Idle biomass plant near Delano would reopen under carbon burial proposal
Kern’s ambitious list of carbon burial proposals has lengthened with the addition of an early-stage, relatively inexpensive plan for reusing an idle biomass plant near Delano to combust local ag waste then burying the byproduct gas while generating small amounts of electricity or hydrogen. A company based in Rancho Cordova that uses rocket technology to increase burn efficiency has initiated preliminary talks with Kern County government as it pursues a similar biomass plant-reuse project in Mendota under a new partnership with Microsoft and oil industry giants Chevron and Schlumberger.

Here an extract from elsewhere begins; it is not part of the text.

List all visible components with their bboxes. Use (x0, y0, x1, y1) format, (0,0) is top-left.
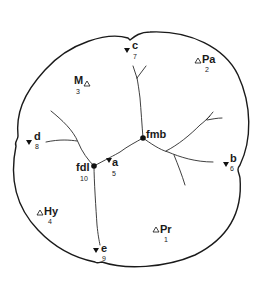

The projects are not without skeptics who question claims the process is carbon negative and doubt the technology itself. Environmental groups have been critical of carbon capture and sequestration generally; they’re no more receptive to burning biomass and burying its byproduct carbon dioxide. If Clean Energy Systems’ project in Mendota lives up to its billing as a safe, financially viable, zero-emission solution for handling the Central Valley’s massive production of ag waste, the company’s proposal in northern Kern could join at least three other projects in the county that, though unrelated to biomass, all aim to address climate change by injecting CO2 deep underground.
CES has purchased the former 50-megawatt, 1,200-ton-per-day Covanta Delano LLP biomass plant that was shut down in 2015. That was after a large share of the state’s biomass power plants shut down several years ago in the face of competition from against other renewable energy producers. The loss of facilities that had taken in ag waste resulted in a glut of feedstock, leading many farmers to burn their woody waste openly. Regulations on such pollution have since tightened while mulching of shredded orchards and vineyards has become more common. Even so, some growers are finding customers for their biomass.
After CES initiated a conversation with officials in Kern, the county did a preliminary assessment that led it to inform the company in early 2020 it would have to perform a full environmental review and pay certain fees. Things have stopped there. “We are not actively processing any permit for any Clean Energy Systems project anywhere in unincorporated Kern County,” the county’s top energy-permitting official, Lorelei Oviatt, said by email. Environmental advocates who would prefer the project remain on hold have raised a number of concerns not unique to the CES proposal near Delano.